Sasha Wortzel: She did literally come to me in a dream. I recall I had started researching and developing a project that would be a reimagining of a book that she wrote in the 1940s titled The Everglades: River of Grass, which was really the first book that sort of broke down in accessible terms for the public how the water flowed in the Everglades, but then also told this larger story of the kind of cultural sort of legacy of place and the way that the watershed had shaped the relationships of all the people, plants and animals who call that region home. And I was in the midst of starting the project when one night, she came to me in a dream and she said something like, “Sasha, it's great that you're making a film based on my book, but what about me? I have some things to say.”

And so I woke up and I thought, you know, if the ghost of a celebrated author and environmentalist comes to you in a dream with a request, maybe it's a good idea to to honor that.

Olivia Mizelle: Why do you think humans feel so connected to water?

Sasha Wortzel: We are not separate from water. You know, water is what sustains us and makes all life possible on this planet. We are made of water. And, similarly to us, we feel things, we have memory, and so does our water.
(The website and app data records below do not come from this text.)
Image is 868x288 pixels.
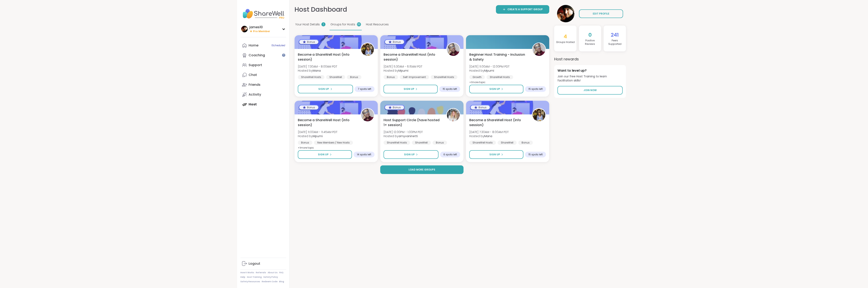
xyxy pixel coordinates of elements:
[384,65,422,69] span: [DATE] 5:30AM - 6:15AM PDT
[581,39,599,46] h4: Positive Review s
[282,54,285,57] iframe: Spotlight
[263,276,278,279] a: Safety Policy
[240,80,286,90] a: Friends
[490,153,500,157] span: Sign Up
[398,134,417,138] b: amyvaninetti
[256,271,266,274] a: Referrals
[361,109,374,122] img: Mpumi
[299,106,318,110] div: Bonus
[262,280,277,283] a: Redeem Code
[611,31,619,38] span: 241
[357,153,371,157] span: 14 spots left
[298,69,337,73] span: Hosted by
[579,9,623,18] a: EDIT PROFILE
[412,141,431,145] div: ShareWell
[469,141,496,145] div: ShareWell Hosts
[240,60,286,70] a: Support
[279,280,284,283] a: Blog
[469,65,509,69] span: [DATE] 11:00AM - 12:00PM PDT
[469,69,509,73] span: Hosted by
[384,141,410,145] div: ShareWell Hosts
[385,40,404,44] div: Bonus
[529,87,542,90] span: 15 spots left
[384,69,422,73] span: Hosted by
[240,7,286,21] img: ShareWell Nav Logo
[240,70,286,80] a: Chat
[298,130,337,134] span: [DATE] 11:00AM - 11:45AM PDT
[469,130,509,134] span: [DATE] 7:30AM - 8:00AM PDT
[431,75,457,79] div: ShareWell Hosts
[490,87,500,91] span: Sign Up
[554,56,626,62] h3: Host rewards
[588,31,591,38] span: 0
[326,75,345,79] div: ShareWell
[380,165,464,174] button: Load more groups
[404,87,414,91] span: Sign Up
[298,65,337,69] span: [DATE] 7:30AM - 8:00AM PDT
[249,73,257,77] div: Chat
[294,5,347,14] h1: Host Dashboard
[557,5,574,22] img: james10
[313,134,323,138] b: Mpumi
[529,153,542,157] span: 15 spots left
[469,118,527,127] span: Become a ShareWell Host (info session)
[249,25,270,30] div: james10
[404,153,415,157] span: Sign Up
[400,75,429,79] div: Self-Improvement
[447,43,460,56] img: Mpumi
[443,153,457,157] span: 6 spots left
[249,43,259,48] div: Home
[318,87,329,91] span: Sign Up
[358,87,371,90] span: 7 spots left
[469,151,523,159] button: Sign Up
[496,5,549,14] a: Create a support group
[249,83,261,87] div: Friends
[533,43,545,56] img: Mpumi
[507,7,542,11] span: Create a support group
[347,75,361,79] div: Bonus
[298,118,356,127] span: Become a ShareWell Host (info session)
[361,43,374,56] img: Mana
[584,89,597,92] span: Join Now
[240,276,245,279] a: Help
[384,151,439,159] button: Sign Up
[298,134,337,138] span: Hosted by
[384,130,423,134] span: [DATE] 12:00PM - 1:00PM PDT
[564,33,567,40] span: 4
[484,69,494,73] b: Mpumi
[318,153,329,157] span: Sign Up
[384,85,438,93] button: Sign Up
[298,141,312,145] div: Bonus
[498,141,517,145] div: ShareWell
[247,276,262,279] a: Host Training
[605,39,625,46] h4: Peers Supported
[384,118,442,127] span: Host Support Circle (have hosted 1+ session)
[240,90,286,100] a: Activity
[433,141,447,145] div: Bonus
[486,75,513,79] div: ShareWell Hosts
[408,168,435,172] span: Load more groups
[384,52,442,62] span: Become a ShareWell Host (info session)
[484,134,492,138] b: Mana
[249,92,261,97] div: Activity
[249,63,262,67] div: Support
[314,141,353,145] div: New Members / New Hosts
[330,22,355,26] span: Groups for Hosts
[469,52,527,62] span: Beginner Host Training - Inclusion & Safety
[268,271,277,274] a: About Us
[240,280,260,283] a: Safety Resources
[240,40,286,50] a: Home1Scheduled
[241,26,247,32] img: james10
[240,259,286,269] a: Logout
[253,30,270,33] span: Pro Member
[249,53,265,57] div: Coaching
[295,22,320,26] span: Your Host Details
[298,151,352,159] button: Sign Up
[443,87,457,90] span: 15 spots left
[558,86,623,94] a: Join Now
[366,22,388,26] span: Host Resources
[298,52,356,62] span: Become a ShareWell Host (info session)
[469,134,509,138] span: Hosted by
[558,69,623,73] h4: Want to level up?
[322,22,326,26] div: 1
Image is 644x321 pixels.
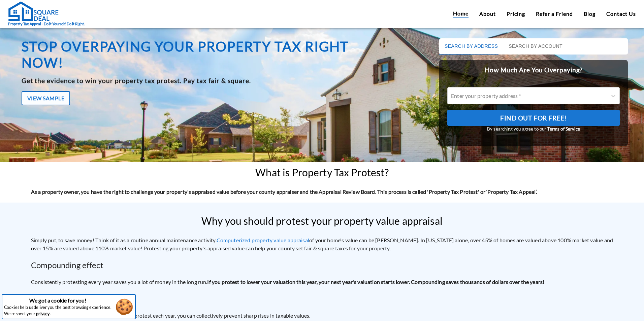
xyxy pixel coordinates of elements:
[31,188,538,195] strong: As a property owner, you have the right to challenge your property's appraised value before your ...
[606,10,636,18] a: Contact Us
[31,278,613,286] p: Consistently protesting every year saves you a lot of money in the long run.
[207,278,544,285] strong: If you protest to lower your valuation this year, your next year's valuation starts lower. Compou...
[500,112,567,124] span: Find Out For Free!
[36,311,49,317] a: privacy
[8,1,59,21] img: Square Deal
[439,60,628,80] h2: How Much Are You Overpaying?
[503,38,568,54] button: Search by Account
[31,259,613,271] h2: Compounding effect
[31,311,613,319] p: Besides, if you and your neighbors regularly protest each year, you can collectively prevent shar...
[8,1,85,27] a: Property Tax Appeal - Do it Yourself. Do it Right.
[217,237,309,243] a: Computerized property value appraisal
[31,236,613,252] p: Simply put, to save money! Think of it as a routine annual maintenance activity. of your home's v...
[479,10,496,18] a: About
[21,38,369,71] h1: Stop overpaying your property tax right now!
[4,304,112,317] p: Cookies help us deliver you the best browsing experience. We respect your .
[536,10,573,18] a: Refer a Friend
[30,297,87,303] strong: We got a cookie for you!
[447,126,620,132] small: By searching you agree to our
[114,298,135,315] button: Accept cookies
[547,126,580,132] a: Terms of Service
[453,10,469,18] a: Home
[31,293,613,305] h2: Neighborhood effect
[506,10,525,18] a: Pricing
[201,215,443,227] h2: Why you should protest your property value appraisal
[439,38,503,54] button: Search by Address
[584,10,596,18] a: Blog
[21,91,70,105] button: View Sample
[255,166,388,178] h2: What is Property Tax Protest?
[21,77,251,84] b: Get the evidence to win your property tax protest. Pay tax fair & square.
[439,38,628,54] div: basic tabs example
[447,110,620,126] button: Find Out For Free!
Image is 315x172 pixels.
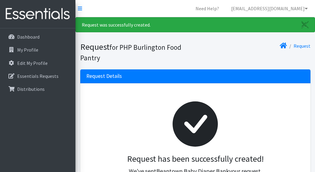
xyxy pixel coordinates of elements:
p: Distributions [17,86,45,92]
p: Edit My Profile [17,60,48,66]
img: HumanEssentials [2,4,73,24]
h3: Request Details [86,73,122,79]
a: Essentials Requests [2,70,73,82]
a: [EMAIL_ADDRESS][DOMAIN_NAME] [226,2,313,14]
p: Essentials Requests [17,73,59,79]
p: Dashboard [17,34,40,40]
div: Request was successfully created. [75,17,315,32]
a: Edit My Profile [2,57,73,69]
h3: Request has been successfully created! [91,154,300,164]
a: Need Help? [191,2,224,14]
small: for PHP Burlington Food Pantry [80,43,181,62]
p: My Profile [17,47,38,53]
a: Distributions [2,83,73,95]
a: My Profile [2,44,73,56]
a: Close [295,18,315,32]
h1: Request [80,42,193,62]
a: Dashboard [2,31,73,43]
a: Request [294,43,311,49]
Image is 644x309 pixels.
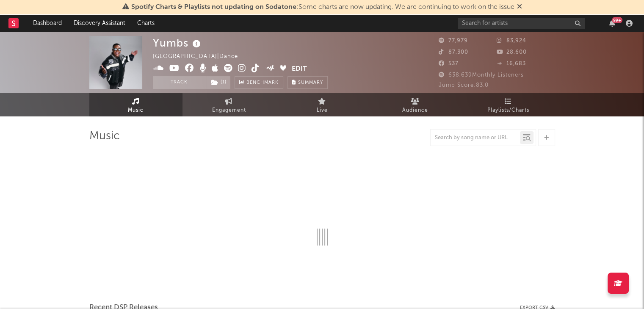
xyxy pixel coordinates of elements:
[292,64,307,74] button: Edit
[235,76,284,89] a: Benchmark
[487,105,529,116] span: Playlists/Charts
[68,14,131,32] a: Discovery Assistant
[246,78,279,88] span: Benchmark
[131,4,514,11] span: : Some charts are now updating. We are continuing to work on the issue
[496,38,526,43] span: 83,924
[212,105,246,116] span: Engagement
[402,105,428,116] span: Audience
[275,93,369,117] a: Live
[438,38,467,43] span: 77,979
[90,93,182,117] a: Music
[153,52,247,62] div: [GEOGRAPHIC_DATA] | Dance
[153,36,203,50] div: Yumbs
[298,81,323,85] span: Summary
[131,4,296,11] span: Spotify Charts & Playlists not updating on Sodatone
[206,76,231,89] span: ( 1 )
[438,82,488,88] span: Jump Score: 83.0
[438,50,468,55] span: 87,300
[610,20,615,26] button: 99+
[207,76,230,89] button: (1)
[496,50,526,55] span: 28,600
[153,76,206,89] button: Track
[27,14,68,32] a: Dashboard
[317,105,328,116] span: Live
[438,72,524,78] span: 638,639 Monthly Listeners
[457,18,584,29] input: Search for artists
[287,76,328,89] button: Summary
[462,93,555,117] a: Playlists/Charts
[131,14,160,32] a: Charts
[369,93,462,117] a: Audience
[496,61,525,66] span: 16,683
[128,105,143,116] span: Music
[438,61,458,66] span: 537
[611,17,622,24] div: 99 +
[430,135,520,141] input: Search by song name or URL
[182,93,275,117] a: Engagement
[517,4,522,11] span: Dismiss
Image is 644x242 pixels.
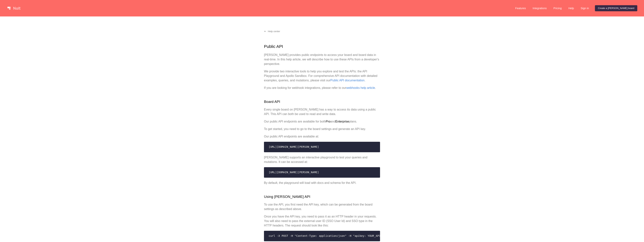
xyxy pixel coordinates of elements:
[268,171,319,174] span: [URL][DOMAIN_NAME][PERSON_NAME]
[264,119,380,124] p: Our public API endpoints are available for both and plans.
[264,194,380,199] h2: Using [PERSON_NAME] API
[264,214,380,228] p: Once you have the API key, you need to pass it as an HTTP header in your requests. You will also ...
[346,86,375,90] a: webhooks help article
[264,127,380,131] p: To get started, you need to go to the board settings and generate an API key.
[264,86,380,90] p: If you are looking for webhook integrations, please refer to our .
[578,5,592,11] a: Sign in
[330,79,364,82] a: Public API documentation
[550,5,565,11] a: Pricing
[261,29,283,34] a: Help center
[566,5,577,11] a: Help
[264,99,380,104] h2: Board API
[264,134,380,139] p: Our public API endpoints are available at:
[264,181,380,185] p: By default, the playground will load with docs and schema for the API.
[529,5,550,11] a: Integrations
[264,44,380,50] h1: Public API
[268,234,530,237] span: curl -X POST -H "Content-Type: application/json" -H "apikey: YOUR_API_KEY" -H "ssotype: SSO_TYPE"...
[595,5,637,11] a: Create a [PERSON_NAME] board
[264,202,380,211] p: To use the API, you first need the API key, which can be generated from the board settings as des...
[336,120,349,123] strong: Enterprise
[268,145,319,148] span: [URL][DOMAIN_NAME][PERSON_NAME]
[512,5,529,11] a: Features
[326,120,330,123] strong: Pro
[264,107,380,116] p: Every single board on [PERSON_NAME] has a way to access its data using a public API. This API can...
[264,155,380,164] p: [PERSON_NAME] supports an interactive playground to test your queries and mutations. It can be ac...
[264,69,380,82] p: We provide two interactive tools to help you explore and test the APIs: the API Playground and Ap...
[264,53,380,66] p: [PERSON_NAME] provides public endpoints to access your board and board data in real-time. In this...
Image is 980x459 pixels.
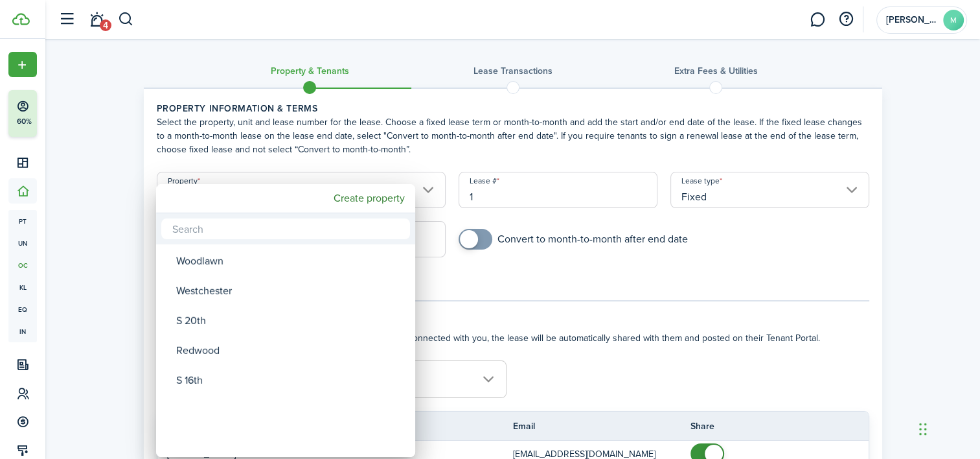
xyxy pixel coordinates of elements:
mbsc-wheel: Property [156,244,416,457]
div: S 16th [176,366,405,395]
mbsc-button: Create property [329,187,410,210]
div: Woodlawn [176,246,405,276]
div: Redwood [176,336,405,366]
input: Search [161,218,410,239]
div: Westchester [176,276,405,305]
div: S 20th [176,305,405,336]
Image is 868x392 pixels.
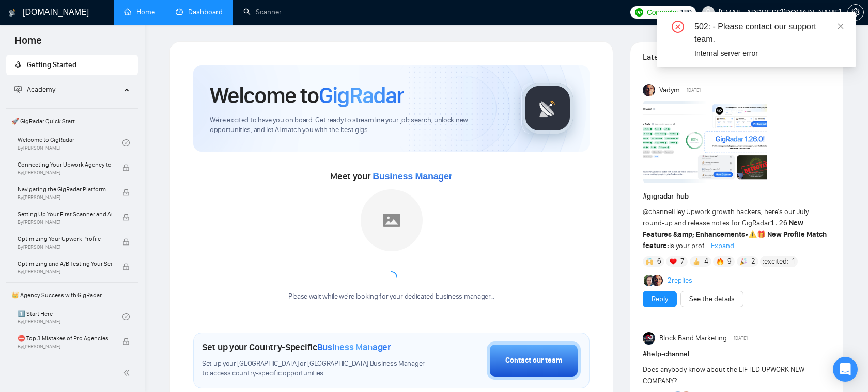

And so I think that's part of what connects us so deeply to our water bodies, our rivers, our streams, our springs, our oceans.

And also I think that the making of this film just further brought home for me the fact that history and the political climate, everything that unfolds on land is shaped by our waterways and in relationship with water.

Olivia Mizelle: And then, how would you describe your connection to water, growing up in the Everglades?

Sasha Wortzel: I think that I was extremely privileged to grow up in a place surrounded by both abundant fresh water and salt water, and really beautiful, incredible wetlands that I had access to, and I found a lot of refuge in those spaces growing up and a lot of joy.

And unfortunately, in my lifetime, I've watched many of those places radically change or disappear altogether. And I've watched, you know, the water quality just really decline, so much so that it's having not just impacts on wildlife, but also on human life and our health. Especially in the community where I grew up right now, where we're experiencing a massive red tide bloom on the Gulf Coast.

Olivia Mizelle: What made you want to focus in on a lot of the Indigenous community in the area?

Sasha Wortzel: I don't believe it's possible to talk about land and the environment, or, really, about the sort of origin stories of of this country, without including the voices, perspectives and stories of Indigenous people,

Olivia Mizelle: Well, I’ll end on a little bit of a lighter question: What was your favorite part of filming?

Sasha Wortzel: I got to go on so many adventures. I got to ride on a lot of boats, fast airboats through the Everglades, where you feel like you're flying. Hours out in the beautiful blue waters of Florida Bay with stone crab fishermen. You know, riding on the top of a truck at night, with Python hunters, with this incredible mother daughter team removing invasives from the Everglades, to walking pretty much almost in silence around Lake Okeechobee, the headwaters of the Everglades.

My favorite part of making this work has been the way in which I've gotten to engage in a deeper relationship with my home and the people who share this home with me.

River of Grass screens at the True/False Film Festival, happening this weekend, in Columbia. Hear more True/False Conversations here.